Posted by Chris Smith at 6:07 AM
Comments
March 26, 2012 9:09 AM
R A Fontes Says:
The transformation of parking facilities (lots, structures, etc.) is certain to be among the most far-reaching effects of the coming AV revolution. We will be able to locate them far from rider destinations because no one would have to walk between them and the parking spaces. The facilities themselves could be smaller because:
1. drivers would no longer need to open the door to get out of a parked vehicle, and
2. empty travel lanes would be unnecessary as vehicles could move themselves out of the way of cars being summoned by their riders.
March 26, 2012 9:37 AM
Chris I Says:
"It’s estimated that there are three nonresidential parking spaces for every car in the United States. That adds up to almost 800 million parking spaces, covering about 4,360 square miles — an area larger than Puerto Rico. In some cities, like Orlando and Los Angeles, parking lots are estimated to cover at least one-third of the land area, making them one of the most salient landscape features of the built world."
That is terrifying.
March 26, 2012 9:55 AM
Allan Says:
Terrifying? Or just sad?
March 26, 2012 4:35 PM
Garlynn -- Undergroundscience.blogspot.com Says:
The accompanying graphic in the print addition seemed to depict food trucks, but no mention was made in the piece explicitly of food trucks and other such uses that we find so commonplace in P-town... they were only covered as a generality of uses including teenagers congregating after hours, or some such... weird, huh?
March 26, 2012 7:35 PM
Erik H. Says:
Easy. Use more buses.
I walk to a bus stop; I walk from a bus stop.
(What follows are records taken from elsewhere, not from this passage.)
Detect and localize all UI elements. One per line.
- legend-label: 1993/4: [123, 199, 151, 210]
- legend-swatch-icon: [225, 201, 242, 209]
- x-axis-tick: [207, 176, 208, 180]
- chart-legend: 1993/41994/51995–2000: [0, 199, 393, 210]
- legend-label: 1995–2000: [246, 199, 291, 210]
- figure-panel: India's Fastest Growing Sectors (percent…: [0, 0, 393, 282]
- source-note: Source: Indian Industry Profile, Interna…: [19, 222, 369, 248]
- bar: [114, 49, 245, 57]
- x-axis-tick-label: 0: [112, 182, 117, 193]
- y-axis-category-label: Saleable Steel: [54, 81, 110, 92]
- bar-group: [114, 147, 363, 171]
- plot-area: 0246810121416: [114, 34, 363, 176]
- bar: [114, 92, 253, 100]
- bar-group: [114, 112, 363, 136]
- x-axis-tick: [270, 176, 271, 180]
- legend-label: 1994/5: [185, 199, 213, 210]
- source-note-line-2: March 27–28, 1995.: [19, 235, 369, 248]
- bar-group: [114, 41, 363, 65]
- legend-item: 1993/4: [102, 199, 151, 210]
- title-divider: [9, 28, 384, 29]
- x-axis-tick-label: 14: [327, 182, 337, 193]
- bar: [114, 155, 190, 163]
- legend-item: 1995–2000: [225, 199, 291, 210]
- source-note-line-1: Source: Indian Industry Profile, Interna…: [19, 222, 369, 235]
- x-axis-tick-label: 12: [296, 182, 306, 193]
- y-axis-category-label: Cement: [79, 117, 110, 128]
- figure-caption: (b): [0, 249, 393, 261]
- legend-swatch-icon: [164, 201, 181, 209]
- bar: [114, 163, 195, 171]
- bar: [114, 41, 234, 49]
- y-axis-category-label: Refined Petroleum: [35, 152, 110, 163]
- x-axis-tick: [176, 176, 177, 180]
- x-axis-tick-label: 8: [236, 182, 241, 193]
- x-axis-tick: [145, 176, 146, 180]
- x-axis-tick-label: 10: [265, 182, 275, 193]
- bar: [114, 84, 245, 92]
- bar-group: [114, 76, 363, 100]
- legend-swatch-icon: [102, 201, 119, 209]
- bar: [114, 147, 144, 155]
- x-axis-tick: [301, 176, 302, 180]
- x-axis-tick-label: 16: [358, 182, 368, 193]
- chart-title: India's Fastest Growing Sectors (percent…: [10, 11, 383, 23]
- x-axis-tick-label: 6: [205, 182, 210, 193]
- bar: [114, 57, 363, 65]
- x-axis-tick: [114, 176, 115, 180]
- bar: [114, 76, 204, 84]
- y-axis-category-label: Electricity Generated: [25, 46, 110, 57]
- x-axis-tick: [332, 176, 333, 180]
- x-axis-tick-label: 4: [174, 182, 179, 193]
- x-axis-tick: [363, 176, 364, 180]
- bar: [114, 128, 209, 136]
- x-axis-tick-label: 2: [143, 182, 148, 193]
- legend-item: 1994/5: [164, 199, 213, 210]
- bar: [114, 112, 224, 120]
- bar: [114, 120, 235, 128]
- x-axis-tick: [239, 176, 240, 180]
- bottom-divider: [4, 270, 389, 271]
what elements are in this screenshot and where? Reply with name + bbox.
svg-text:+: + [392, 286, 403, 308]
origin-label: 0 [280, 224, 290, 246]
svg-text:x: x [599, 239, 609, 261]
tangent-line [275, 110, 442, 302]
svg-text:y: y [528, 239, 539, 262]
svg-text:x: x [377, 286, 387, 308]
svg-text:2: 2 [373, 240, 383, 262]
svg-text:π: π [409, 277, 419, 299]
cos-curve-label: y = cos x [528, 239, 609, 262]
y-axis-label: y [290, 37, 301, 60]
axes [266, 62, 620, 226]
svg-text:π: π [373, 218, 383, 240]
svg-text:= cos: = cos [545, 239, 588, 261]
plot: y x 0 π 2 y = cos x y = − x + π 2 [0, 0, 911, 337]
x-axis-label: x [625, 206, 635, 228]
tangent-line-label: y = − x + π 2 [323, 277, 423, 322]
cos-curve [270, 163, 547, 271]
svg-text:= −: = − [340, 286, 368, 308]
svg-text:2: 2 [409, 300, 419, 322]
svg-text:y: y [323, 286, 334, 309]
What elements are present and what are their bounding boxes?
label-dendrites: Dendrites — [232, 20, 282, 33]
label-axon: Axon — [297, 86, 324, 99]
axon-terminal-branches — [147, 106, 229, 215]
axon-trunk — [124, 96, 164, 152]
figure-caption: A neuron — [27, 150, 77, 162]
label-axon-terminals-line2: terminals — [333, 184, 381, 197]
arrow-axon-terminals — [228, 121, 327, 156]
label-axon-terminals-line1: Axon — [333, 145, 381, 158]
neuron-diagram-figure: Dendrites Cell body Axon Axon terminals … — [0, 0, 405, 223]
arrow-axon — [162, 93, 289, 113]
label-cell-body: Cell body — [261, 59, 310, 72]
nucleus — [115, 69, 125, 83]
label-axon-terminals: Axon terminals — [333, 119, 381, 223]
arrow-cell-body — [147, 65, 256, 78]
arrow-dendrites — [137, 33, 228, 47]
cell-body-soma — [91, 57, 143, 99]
Too much of Portland's transit investment requires driving on newly widened streets to a park-and-ride lot to catch a train. Much of the purpose of Milwaukie MAX is to build two massive parking facilities; while ignoring the "total transit system" that links neighborhood and regional buses to the high capacity trunk line. Transit is not just a skeleton - it is a living beast with arms, legs, arteries and veins, muscles, bones and nerves.